ATLANTA – Sheldon (Shelly) Prial frequently made his way around the streets of New York City on a bicycle in the late 1930s and early 1940s. As a delivery boy for his dad’s drug store, the young Prial (known as Shelly to all) interacted with people in need, an experience that would shape his career as a successful pharmacist (read Medtrade Monday’s Part 1 and Part 2 of Shelly Prial).
Like so many of his generation, Prial learned the value of a dollar—or even a penny—during the great depression, and that ethos has remained to this day. “I could get three cigarettes for my grandfather with a penny,” says Prial. “I could get a piece of chocolate with a penny. If you had a nickel, you were wealthy. If you had a quarter, you were out of this world.”
One thing Prial has not spent his money on throughout the years is cigarettes. While he did take up the habit briefly during his days serving as a demolition man in World War II, he didn’t like it much and gave it up. “Occasionally I would puff on a cigar,” he says, “but I never inhaled.”
A Lifetime of Advocacy
Of the current crop of politicians, Prial says he likes a “couple of republicans,” neither of which is Donald Trump, who Prial says “scares me.” Describing himself as “basically a republican,” Prial says he does not vote along party lines, instead opting to cast his vote for the best individual.
“All my life, I voted for those people who indicated they would support our industry,” he explains. “I would contact their people and ask them specific questions and get answers in writing. All the people who worked with me more or less followed the decisions I made, because I documented what I found out.”
Advocating and organizing became a focus for the young Prial soon after obtaining his pharmacy license in 1950. A few years later, he contacted all the nearby pharmacies. The first item on the organizational agenda was determining which pharmacy would remain open on Sunday, and on which week, a system that helped everyone get most Sundays off.
When it came to discuss serious matters of lobbying, or potential government threats to the industry, face-to-face meetings over coffee or lunch did wonders to develop solid friendships and allies. The face-to-face ethos is still something Prial strongly believes, and its one of the reasons he has backed Medtrade for so long (scheduled this year from Oct 26-29 at the Georgia World Congress Center in Atlanta).
“Telephones were not as effective as being eyeball to eyeball, and the Internet has some of the same limitations as telephones,” he says. “Membership in the associations would fall into place, because we were anxious to keep our businesses healthy. A lot of people these days do not appreciate what it is to be out of work and out of money.”
From the day he was old enough to do anything, Prial managed to earn a penny doing a variety of jobs. To this day, if he sees a penny on the sidewalk, he will pick it up. With the idea that no job should ever be taken for granted, he stayed on the job during the birth of his first child—a practice which he points out was certainly the norm at the time.
“I was working in the pharmacy, and my brother-in-law had to take Thelma [wife of 65 years] to have the baby,” says Prial. “And then I went to see the baby. I couldn’t leave the pharmacy. We had to have a pharmacist there at all times. I got to the hospital and the doctor said ‘congratulations,’ you have a baby daughter.’”
Two years later, Shelly could go to the hospital and get the time off for the birth of his son. Both children are now 63 and 61, doing well, and still close to their parents. “I am so lucky,” he says. “The good lord has blessed me.”
Part 4 of An Industry Legend will appear in a few weeks.
Greg Thompson is editor of Medtrade Monday.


Problem description: Nothing but the pictures should be left out when the entries below are duplicated.

══ Data excerpts

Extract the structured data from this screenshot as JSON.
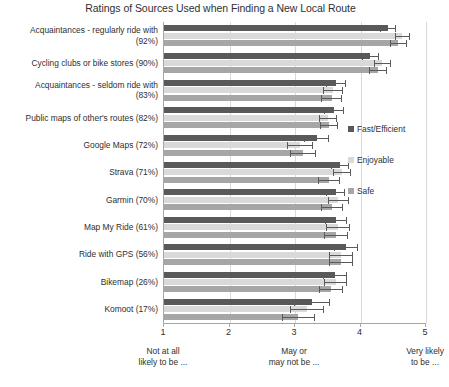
{
  "chart_data": {
    "type": "bar",
    "orientation": "horizontal",
    "title": "Ratings of Sources Used when Finding a New Local Route",
    "xlabel": "",
    "ylabel": "",
    "xlim": [
      1,
      5
    ],
    "xticks": [
      1,
      2,
      3,
      4,
      5
    ],
    "xtick_labels": [
      "1",
      "2",
      "3",
      "4",
      "5"
    ],
    "grid": true,
    "legend_position": "center-right",
    "axis_anchors": [
      {
        "value": 1,
        "line1": "Not at all",
        "line2": "likely to be ..."
      },
      {
        "value": 3,
        "line1": "May or",
        "line2": "may not be ..."
      },
      {
        "value": 5,
        "line1": "Very likely",
        "line2": "to be ..."
      }
    ],
    "categories": [
      "Acquaintances - regularly ride with (92%)",
      "Cycling clubs or bike stores (90%)",
      "Acquaintances - seldom ride with (83%)",
      "Public maps of other's routes (82%)",
      "Google Maps (72%)",
      "Strava (71%)",
      "Garmin (70%)",
      "Map My Ride (61%)",
      "Ride with GPS (56%)",
      "Bikemap (26%)",
      "Komoot (17%)"
    ],
    "category_lines": [
      [
        "Acquaintances - regularly ride with",
        "(92%)"
      ],
      [
        "Cycling clubs or bike stores (90%)"
      ],
      [
        "Acquaintances - seldom ride with",
        "(83%)"
      ],
      [
        "Public maps of other's routes (82%)"
      ],
      [
        "Google Maps (72%)"
      ],
      [
        "Strava (71%)"
      ],
      [
        "Garmin (70%)"
      ],
      [
        "Map My Ride (61%)"
      ],
      [
        "Ride with GPS (56%)"
      ],
      [
        "Bikemap (26%)"
      ],
      [
        "Komoot (17%)"
      ]
    ],
    "series": [
      {
        "name": "Fast/Efficient",
        "color": "#595959",
        "values": [
          4.42,
          4.15,
          3.63,
          3.6,
          3.33,
          3.69,
          3.62,
          3.63,
          3.78,
          3.61,
          3.26
        ],
        "err_low": [
          4.3,
          4.02,
          3.48,
          3.45,
          3.14,
          3.55,
          3.47,
          3.46,
          3.6,
          3.42,
          2.98
        ],
        "err_high": [
          4.54,
          4.28,
          3.78,
          3.75,
          3.52,
          3.83,
          3.77,
          3.8,
          3.96,
          3.8,
          3.54
        ]
      },
      {
        "name": "Enjoyable",
        "color": "#d9d9d9",
        "values": [
          4.64,
          4.33,
          3.58,
          3.5,
          3.08,
          3.72,
          3.66,
          3.66,
          3.7,
          3.62,
          3.18
        ],
        "err_low": [
          4.52,
          4.2,
          3.42,
          3.36,
          2.88,
          3.58,
          3.5,
          3.48,
          3.52,
          3.44,
          2.92
        ],
        "err_high": [
          4.76,
          4.46,
          3.74,
          3.64,
          3.28,
          3.86,
          3.82,
          3.84,
          3.88,
          3.8,
          3.44
        ]
      },
      {
        "name": "Safe",
        "color": "#a6a6a6",
        "values": [
          4.58,
          4.27,
          3.56,
          3.52,
          3.12,
          3.52,
          3.57,
          3.63,
          3.7,
          3.55,
          3.05
        ],
        "err_low": [
          4.45,
          4.13,
          3.4,
          3.38,
          2.92,
          3.35,
          3.4,
          3.45,
          3.52,
          3.36,
          2.8
        ],
        "err_high": [
          4.71,
          4.41,
          3.72,
          3.66,
          3.32,
          3.69,
          3.74,
          3.81,
          3.88,
          3.74,
          3.3
        ]
      }
    ]
  },
  "legend": {
    "items": [
      {
        "label": "Fast/Efficient",
        "color": "#595959"
      },
      {
        "label": "Enjoyable",
        "color": "#d9d9d9"
      },
      {
        "label": "Safe",
        "color": "#a6a6a6"
      }
    ]
  }
}
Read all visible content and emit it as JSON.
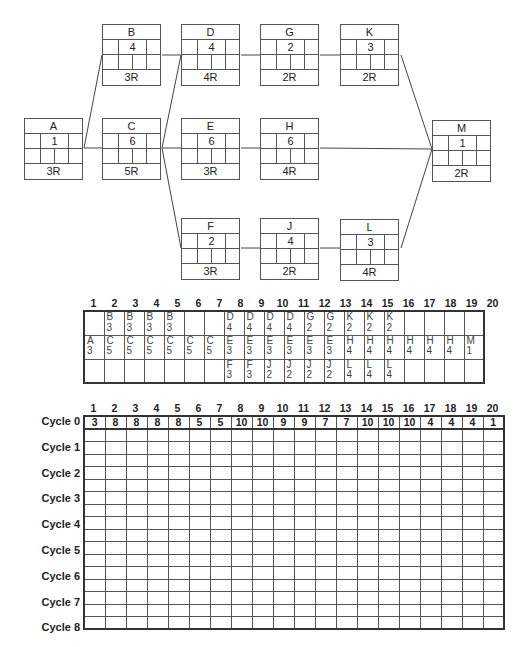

════

Exercise response:
Extract the structured data from this screenshot as JSON.
{
  "chart_data": {
    "type": "bar",
    "orientation": "horizontal",
    "title": "Ratings of Sources Used when Finding a New Local Route",
    "xlabel": "",
    "ylabel": "",
    "xlim": [
      1,
      5
    ],
    "xticks": [
      1,
      2,
      3,
      4,
      5
    ],
    "xtick_labels": [
      "1",
      "2",
      "3",
      "4",
      "5"
    ],
    "grid": true,
    "legend_position": "center-right",
    "axis_anchors": [
      {
        "value": 1,
        "line1": "Not at all",
        "line2": "likely to be ..."
      },
      {
        "value": 3,
        "line1": "May or",
        "line2": "may not be ..."
      },
      {
        "value": 5,
        "line1": "Very likely",
        "line2": "to be ..."
      }
    ],
    "categories": [
      "Acquaintances - regularly ride with (92%)",
      "Cycling clubs or bike stores (90%)",
      "Acquaintances - seldom ride with (83%)",
      "Public maps of other's routes (82%)",
      "Google Maps (72%)",
      "Strava (71%)",
      "Garmin (70%)",
      "Map My Ride (61%)",
      "Ride with GPS (56%)",
      "Bikemap (26%)",
      "Komoot (17%)"
    ],
    "category_lines": [
      [
        "Acquaintances - regularly ride with",
        "(92%)"
      ],
      [
        "Cycling clubs or bike stores (90%)"
      ],
      [
        "Acquaintances - seldom ride with",
        "(83%)"
      ],
      [
        "Public maps of other's routes (82%)"
      ],
      [
        "Google Maps (72%)"
      ],
      [
        "Strava (71%)"
      ],
      [
        "Garmin (70%)"
      ],
      [
        "Map My Ride (61%)"
      ],
      [
        "Ride with GPS (56%)"
      ],
      [
        "Bikemap (26%)"
      ],
      [
        "Komoot (17%)"
      ]
    ],
    "series": [
      {
        "name": "Fast/Efficient",
        "color": "#595959",
        "values": [
          4.42,
          4.15,
          3.63,
          3.6,
          3.33,
          3.69,
          3.62,
          3.63,
          3.78,
          3.61,
          3.26
        ],
        "err_low": [
          4.3,
          4.02,
          3.48,
          3.45,
          3.14,
          3.55,
          3.47,
          3.46,
          3.6,
          3.42,
          2.98
        ],
        "err_high": [
          4.54,
          4.28,
          3.78,
          3.75,
          3.52,
          3.83,
          3.77,
          3.8,
          3.96,
          3.8,
          3.54
        ]
      },
      {
        "name": "Enjoyable",
        "color": "#d9d9d9",
        "values": [
          4.64,
          4.33,
          3.58,
          3.5,
          3.08,
          3.72,
          3.66,
          3.66,
          3.7,
          3.62,
          3.18
        ],
        "err_low": [
          4.52,
          4.2,
          3.42,
          3.36,
          2.88,
          3.58,
          3.5,
          3.48,
          3.52,
          3.44,
          2.92
        ],
        "err_high": [
          4.76,
          4.46,
          3.74,
          3.64,
          3.28,
          3.86,
          3.82,
          3.84,
          3.88,
          3.8,
          3.44
        ]
      },
      {
        "name": "Safe",
        "color": "#a6a6a6",
        "values": [
          4.58,
          4.27,
          3.56,
          3.52,
          3.12,
          3.52,
          3.57,
          3.63,
          3.7,
          3.55,
          3.05
        ],
        "err_low": [
          4.45,
          4.13,
          3.4,
          3.38,
          2.92,
          3.35,
          3.4,
          3.45,
          3.52,
          3.36,
          2.8
        ],
        "err_high": [
          4.71,
          4.41,
          3.72,
          3.66,
          3.32,
          3.69,
          3.74,
          3.81,
          3.88,
          3.74,
          3.3
        ]
      }
    ]
  },
  "legend": {
    "items": [
      {
        "label": "Fast/Efficient",
        "color": "#595959"
      },
      {
        "label": "Enjoyable",
        "color": "#d9d9d9"
      },
      {
        "label": "Safe",
        "color": "#a6a6a6"
      }
    ]
  }
}
Read all visible content and emit it as JSON.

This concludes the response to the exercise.